Documents from Canada
Canadian degrees are widely recognised without evaluation for most EB-2 / EB-3 cases. Long-form birth certificates from the province of birth (not baptismal certificates) are required. RCMP fingerprint-based criminal record checks (VSC) are the standard police clearance.
Consular processing
Montreal handles most Canadian immigrant-visa interviews. Some cases route through Vancouver or Ottawa. Wait times 4–8 weeks.
Costs in context
Beneficiary bears $2,500–$5,000 in government fees, medical, and travel. Attorney fees $3,000–$8,000 for standard cases.
Common mistakes Canadian applicants make
- TN visa holders assuming they can file for Green Card without switching to a dual-intent status first — TN is not dual-intent-friendly.
- Using baptismal certificates instead of provincial long-form birth certificates.
- Missing RCMP VSC — name-based checks are not sufficient.
- Assuming Canadian residence continuity — Canadian applicants living outside Canada may need additional police clearances.
- Marriage-based cases with limited joint-financial evidence — Montreal applies standard bona fide review.
Frequently asked questions
Can TN visa holders adjust to a Green Card?+
Not directly — TN is not dual-intent-friendly.

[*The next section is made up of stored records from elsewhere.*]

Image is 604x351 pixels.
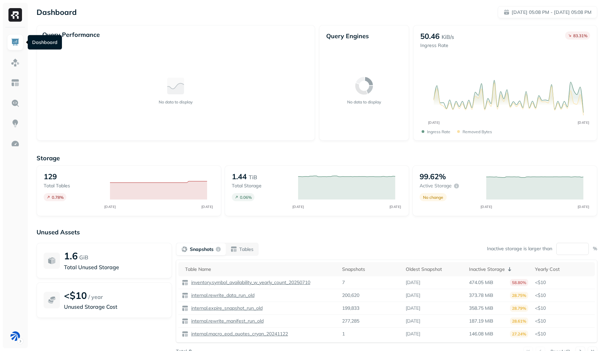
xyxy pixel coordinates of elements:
p: <$10 [64,290,87,302]
p: internal.rewrite_manifest_run_old [190,318,264,325]
img: Query Explorer [11,99,20,108]
a: internal.rewrite_manifest_run_old [189,318,264,325]
p: <$10 [535,280,592,286]
p: 146.08 MiB [469,331,494,337]
p: 1.44 [232,172,247,181]
a: internal.rewrite_data_run_old [189,292,255,299]
p: 358.75 MiB [469,305,494,312]
p: Query Performance [42,31,100,39]
img: Optimization [11,139,20,148]
img: table [182,292,189,299]
p: No change [423,195,443,200]
p: Removed bytes [463,129,492,134]
p: 7 [342,280,345,286]
p: 27.24% [510,331,528,338]
p: GiB [79,254,88,262]
img: BAM [10,332,20,341]
tspan: [DATE] [201,205,213,209]
div: Snapshots [342,266,399,273]
p: internal.rewrite_data_run_old [190,292,255,299]
p: 83.31 % [573,33,588,38]
p: Ingress Rate [420,42,454,49]
p: Ingress Rate [427,129,451,134]
p: Tables [239,246,254,253]
p: 277,285 [342,318,359,325]
p: [DATE] [406,318,420,325]
img: Ryft [8,8,22,22]
p: 0.78 % [52,195,64,200]
tspan: [DATE] [577,205,589,209]
p: [DATE] [406,280,420,286]
p: internal.macro_eod_quotes_cryan_20241122 [190,331,288,337]
p: Inactive storage is larger than [487,246,552,252]
img: Insights [11,119,20,128]
a: inventory.symbol_availability_w_yearly_count_20250710 [189,280,310,286]
p: Active storage [420,183,452,189]
p: Dashboard [37,7,77,17]
tspan: [DATE] [480,205,492,209]
img: table [182,331,189,338]
p: [DATE] 05:08 PM - [DATE] 05:08 PM [512,9,592,16]
p: [DATE] [406,305,420,312]
p: Unused Assets [37,228,597,236]
p: 50.46 [420,31,440,41]
tspan: [DATE] [577,120,589,125]
p: 99.62% [420,172,446,181]
p: <$10 [535,292,592,299]
div: Yearly Cost [535,266,592,273]
p: 187.19 MiB [469,318,494,325]
div: Oldest Snapshot [406,266,462,273]
p: 0.06 % [240,195,252,200]
p: 1.6 [64,250,78,262]
p: Total storage [232,183,291,189]
img: Assets [11,58,20,67]
img: Dashboard [11,38,20,47]
tspan: [DATE] [104,205,116,209]
p: 200,620 [342,292,359,299]
p: TiB [249,173,257,181]
p: No data to display [159,100,193,105]
tspan: [DATE] [428,120,440,125]
p: Total tables [44,183,103,189]
p: Inactive Storage [469,266,505,273]
p: Total Unused Storage [64,263,165,271]
a: internal.macro_eod_quotes_cryan_20241122 [189,331,288,337]
p: inventory.symbol_availability_w_yearly_count_20250710 [190,280,310,286]
p: <$10 [535,331,592,337]
p: 58.80% [510,279,528,286]
p: Query Engines [326,32,402,40]
p: 1 [342,331,345,337]
p: 28.75% [510,292,528,299]
img: table [182,318,189,325]
p: Unused Storage Cost [64,303,165,311]
p: No data to display [347,100,381,105]
p: <$10 [535,318,592,325]
p: [DATE] [406,331,420,337]
p: internal.expire_snapshot_run_old [190,305,263,312]
tspan: [DATE] [389,205,401,209]
tspan: [DATE] [292,205,304,209]
p: 28.61% [510,318,528,325]
div: Table Name [185,266,335,273]
img: table [182,305,189,312]
p: Storage [37,154,597,162]
p: Snapshots [190,246,214,253]
div: Dashboard [28,35,62,50]
p: % [593,246,597,252]
p: 373.78 MiB [469,292,494,299]
a: internal.expire_snapshot_run_old [189,305,263,312]
img: Asset Explorer [11,79,20,87]
p: <$10 [535,305,592,312]
p: [DATE] [406,292,420,299]
p: / year [88,293,103,301]
img: table [182,280,189,286]
p: 474.05 MiB [469,280,494,286]
p: 28.79% [510,305,528,312]
button: [DATE] 05:08 PM - [DATE] 05:08 PM [498,6,597,18]
p: 129 [44,172,57,181]
p: KiB/s [442,33,454,41]
p: 199,833 [342,305,359,312]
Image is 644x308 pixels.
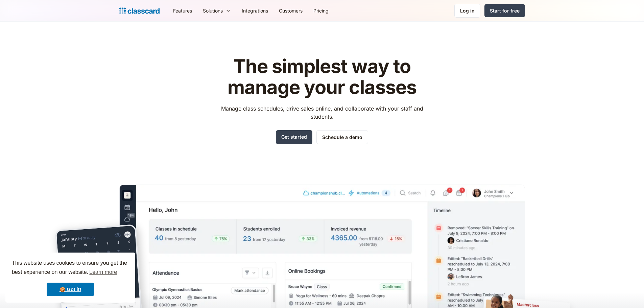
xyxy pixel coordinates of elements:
p: Manage class schedules, drive sales online, and collaborate with your staff and students. [215,105,429,121]
div: Start for free [490,7,520,14]
a: Pricing [308,3,334,18]
a: Customers [273,3,308,18]
a: home [119,6,159,16]
span: This website uses cookies to ensure you get the best experience on our website. [12,259,129,277]
a: Log in [454,4,481,18]
div: Solutions [203,7,223,14]
div: cookieconsent [6,252,135,302]
div: Solutions [198,3,236,18]
a: Integrations [236,3,273,18]
a: dismiss cookie message [47,282,94,296]
a: Get started [276,130,312,144]
a: Start for free [485,4,525,17]
h1: The simplest way to manage your classes [215,56,429,97]
a: Schedule a demo [317,130,368,144]
div: Log in [460,7,475,14]
a: learn more about cookies [88,267,118,277]
a: Features [168,3,198,18]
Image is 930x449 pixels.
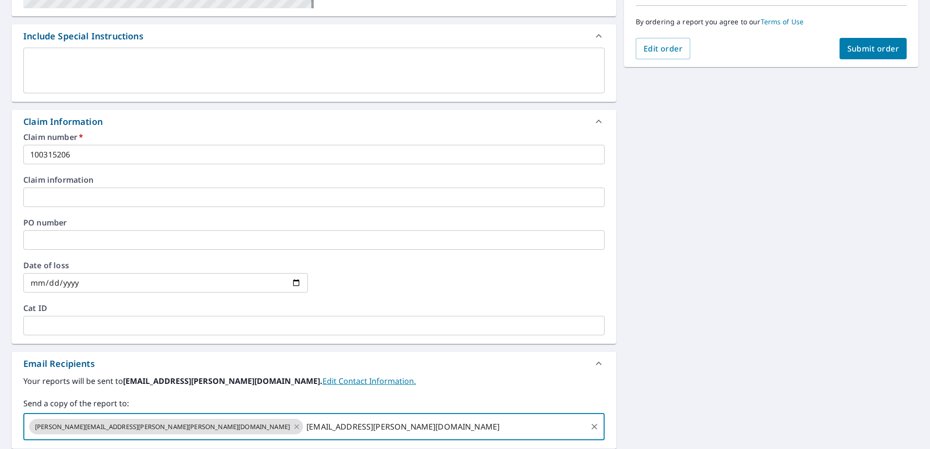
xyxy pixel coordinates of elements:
[23,133,604,141] label: Claim number
[23,176,604,184] label: Claim information
[29,422,296,432] span: [PERSON_NAME][EMAIL_ADDRESS][PERSON_NAME][PERSON_NAME][DOMAIN_NAME]
[123,376,322,386] b: [EMAIL_ADDRESS][PERSON_NAME][DOMAIN_NAME].
[322,376,416,386] a: EditContactInfo
[23,357,95,370] div: Email Recipients
[12,352,616,375] div: Email Recipients
[23,262,308,269] label: Date of loss
[760,17,804,26] a: Terms of Use
[29,419,303,435] div: [PERSON_NAME][EMAIL_ADDRESS][PERSON_NAME][PERSON_NAME][DOMAIN_NAME]
[839,38,907,59] button: Submit order
[23,219,604,227] label: PO number
[23,375,604,387] label: Your reports will be sent to
[635,18,906,26] p: By ordering a report you agree to our
[847,43,899,54] span: Submit order
[23,115,103,128] div: Claim Information
[23,30,143,43] div: Include Special Instructions
[23,304,604,312] label: Cat ID
[643,43,683,54] span: Edit order
[12,24,616,48] div: Include Special Instructions
[635,38,690,59] button: Edit order
[587,420,601,434] button: Clear
[12,110,616,133] div: Claim Information
[23,398,604,409] label: Send a copy of the report to:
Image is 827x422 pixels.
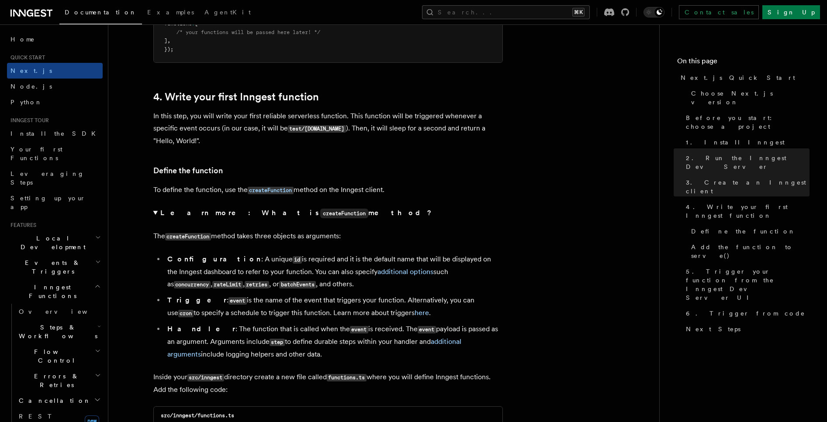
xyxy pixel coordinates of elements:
code: event [417,326,436,334]
a: Node.js [7,79,103,94]
span: AgentKit [204,9,251,16]
a: Before you start: choose a project [682,110,809,134]
code: rateLimit [212,281,243,289]
span: Errors & Retries [15,372,95,389]
button: Search...⌘K [422,5,589,19]
a: Documentation [59,3,142,24]
code: batchEvents [279,281,316,289]
span: Overview [19,308,109,315]
span: Documentation [65,9,137,16]
code: event [228,297,247,305]
code: step [269,339,285,346]
strong: Configuration [167,255,261,263]
a: Install the SDK [7,126,103,141]
a: here [414,309,429,317]
code: createFunction [248,187,293,194]
p: In this step, you will write your first reliable serverless function. This function will be trigg... [153,110,503,147]
p: Inside your directory create a new file called where you will define Inngest functions. Add the f... [153,371,503,396]
span: 4. Write your first Inngest function [686,203,809,220]
code: createFunction [165,233,211,241]
code: event [350,326,368,334]
a: 6. Trigger from code [682,306,809,321]
h4: On this page [677,56,809,70]
a: 4. Write your first Inngest function [682,199,809,224]
code: createFunction [320,209,368,218]
a: Contact sales [679,5,758,19]
span: Leveraging Steps [10,170,84,186]
code: test/[DOMAIN_NAME] [288,125,346,133]
summary: Learn more: What iscreateFunctionmethod? [153,207,503,220]
strong: Handler [167,325,235,333]
a: Home [7,31,103,47]
a: Next Steps [682,321,809,337]
code: src/inngest [187,374,224,382]
button: Errors & Retries [15,369,103,393]
a: 3. Create an Inngest client [682,175,809,199]
span: 6. Trigger from code [686,309,805,318]
a: Python [7,94,103,110]
span: Home [10,35,35,44]
kbd: ⌘K [572,8,584,17]
span: Python [10,99,42,106]
a: AgentKit [199,3,256,24]
span: Choose Next.js version [691,89,809,107]
code: cron [178,310,193,317]
span: Events & Triggers [7,258,95,276]
span: }); [164,46,173,52]
button: Local Development [7,231,103,255]
a: Next.js Quick Start [677,70,809,86]
li: : A unique is required and it is the default name that will be displayed on the Inngest dashboard... [165,253,503,291]
a: Define the function [153,165,223,177]
span: Examples [147,9,194,16]
a: Sign Up [762,5,820,19]
button: Flow Control [15,344,103,369]
span: Next Steps [686,325,740,334]
p: The method takes three objects as arguments: [153,230,503,243]
a: Your first Functions [7,141,103,166]
span: Your first Functions [10,146,62,162]
span: , [167,38,170,44]
span: Define the function [691,227,795,236]
span: Quick start [7,54,45,61]
span: 5. Trigger your function from the Inngest Dev Server UI [686,267,809,302]
code: functions.ts [327,374,366,382]
li: : is the name of the event that triggers your function. Alternatively, you can use to specify a s... [165,294,503,320]
span: Steps & Workflows [15,323,97,341]
button: Events & Triggers [7,255,103,279]
a: Next.js [7,63,103,79]
a: additional options [377,268,433,276]
code: retries [245,281,269,289]
span: Next.js [10,67,52,74]
a: Setting up your app [7,190,103,215]
span: Node.js [10,83,52,90]
code: id [293,256,302,264]
a: Add the function to serve() [687,239,809,264]
span: 3. Create an Inngest client [686,178,809,196]
span: Inngest Functions [7,283,94,300]
strong: Trigger [167,296,227,304]
a: 1. Install Inngest [682,134,809,150]
a: 2. Run the Inngest Dev Server [682,150,809,175]
span: Before you start: choose a project [686,114,809,131]
button: Steps & Workflows [15,320,103,344]
a: 4. Write your first Inngest function [153,91,319,103]
a: createFunction [248,186,293,194]
span: /* your functions will be passed here later! */ [176,29,320,35]
li: : The function that is called when the is received. The payload is passed as an argument. Argumen... [165,323,503,361]
span: ] [164,38,167,44]
span: Features [7,222,36,229]
span: Flow Control [15,348,95,365]
code: concurrency [174,281,210,289]
span: Local Development [7,234,95,252]
span: 1. Install Inngest [686,138,784,147]
a: Leveraging Steps [7,166,103,190]
span: 2. Run the Inngest Dev Server [686,154,809,171]
span: Add the function to serve() [691,243,809,260]
a: Overview [15,304,103,320]
p: To define the function, use the method on the Inngest client. [153,184,503,196]
a: Choose Next.js version [687,86,809,110]
a: Define the function [687,224,809,239]
span: Next.js Quick Start [680,73,795,82]
strong: Learn more: What is method? [160,209,433,217]
button: Inngest Functions [7,279,103,304]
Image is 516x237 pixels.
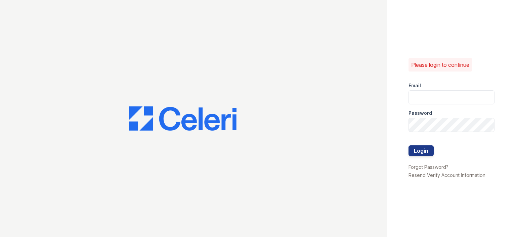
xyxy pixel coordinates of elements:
[408,164,448,170] a: Forgot Password?
[411,61,469,69] p: Please login to continue
[408,110,432,117] label: Password
[408,145,434,156] button: Login
[129,106,236,131] img: CE_Logo_Blue-a8612792a0a2168367f1c8372b55b34899dd931a85d93a1a3d3e32e68fde9ad4.png
[408,82,421,89] label: Email
[408,172,485,178] a: Resend Verify Account Information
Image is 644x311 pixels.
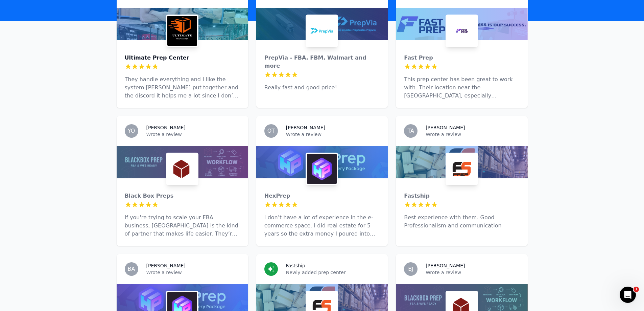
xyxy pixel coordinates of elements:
p: Newly added prep center [286,269,379,275]
p: I don’t have a lot of experience in the e-commerce space. I did real estate for 5 years so the ex... [265,213,379,237]
h3: [PERSON_NAME] [425,124,465,131]
a: OT[PERSON_NAME]Wrote a reviewHexPrepHexPrepI don’t have a lot of experience in the e-commerce spa... [257,116,387,246]
img: Ultimate Prep Center [167,16,197,46]
p: Wrote a review [146,131,240,137]
p: Really fast and good price! [265,83,379,92]
span: 1 [634,287,639,292]
p: Wrote a review [286,131,379,137]
img: Fastship [447,154,477,183]
a: TA[PERSON_NAME]Wrote a reviewFastshipFastshipBest experience with them. Good Professionalism and ... [396,116,527,246]
p: Wrote a review [425,269,519,275]
span: OT [267,128,275,133]
div: Black Box Preps [125,192,240,200]
img: HexPrep [307,154,337,183]
p: Wrote a review [146,269,240,275]
iframe: Intercom live chat [620,287,636,303]
div: Ultimate Prep Center [125,54,240,62]
img: PrepVia - FBA, FBM, Walmart and more [307,16,337,46]
div: HexPrep [265,192,379,200]
img: Black Box Preps [167,154,197,183]
span: BA [128,267,136,271]
p: Wrote a review [425,131,519,137]
img: Fast Prep [447,16,477,46]
h3: Fastship [286,263,305,269]
span: TA [408,128,414,133]
h3: [PERSON_NAME] [146,124,186,131]
div: PrepVia - FBA, FBM, Walmart and more [265,54,379,70]
div: Fastship [404,192,519,200]
span: BJ [408,267,413,271]
p: Best experience with them. Good Professionalism and communication [404,213,519,229]
p: If you're trying to scale your FBA business, [GEOGRAPHIC_DATA] is the kind of partner that makes ... [125,213,240,237]
span: YO [128,128,136,133]
p: This prep center has been great to work with. Their location near the [GEOGRAPHIC_DATA], especial... [404,75,519,100]
a: YO[PERSON_NAME]Wrote a reviewBlack Box PrepsBlack Box PrepsIf you're trying to scale your FBA bus... [117,116,248,246]
h3: [PERSON_NAME] [146,263,186,269]
h3: [PERSON_NAME] [286,124,325,131]
h3: [PERSON_NAME] [425,263,465,269]
p: They handle everything and I like the system [PERSON_NAME] put together and the discord it helps ... [125,75,240,100]
div: Fast Prep [404,54,519,62]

Most Canadian TN holders transition to H-1B or O-1 first (both dual-intent) before filing I-140 and I-485.
Are Canadian degrees accepted without WES evaluation?+
Yes for most EB-2 / EB-3 cases. Canadian bachelor's and master's degrees from recognised institutions are routinely accepted without formal U.S. equivalency evaluation.
Is Canada eligible for the DV lottery?+
No. Canada has been excluded from the DV lottery for many years due to exceeding the five-year immigration threshold.
How does Montreal handle immigrant-visa interviews?+
Efficiently and predictably. Interview scheduling 4–8 weeks post-approval, visa issuance 5–10 business days after interview. Above-average approval rates for well-documented cases.
Can Canadian citizens use the visa waiver program while pending I-485?+
Canadians do not use the VWP (they are visa-exempt for B visits), but a pending I-485 filed inside the U.S. still requires Advance Parole for international travel — including short trips home to Canada.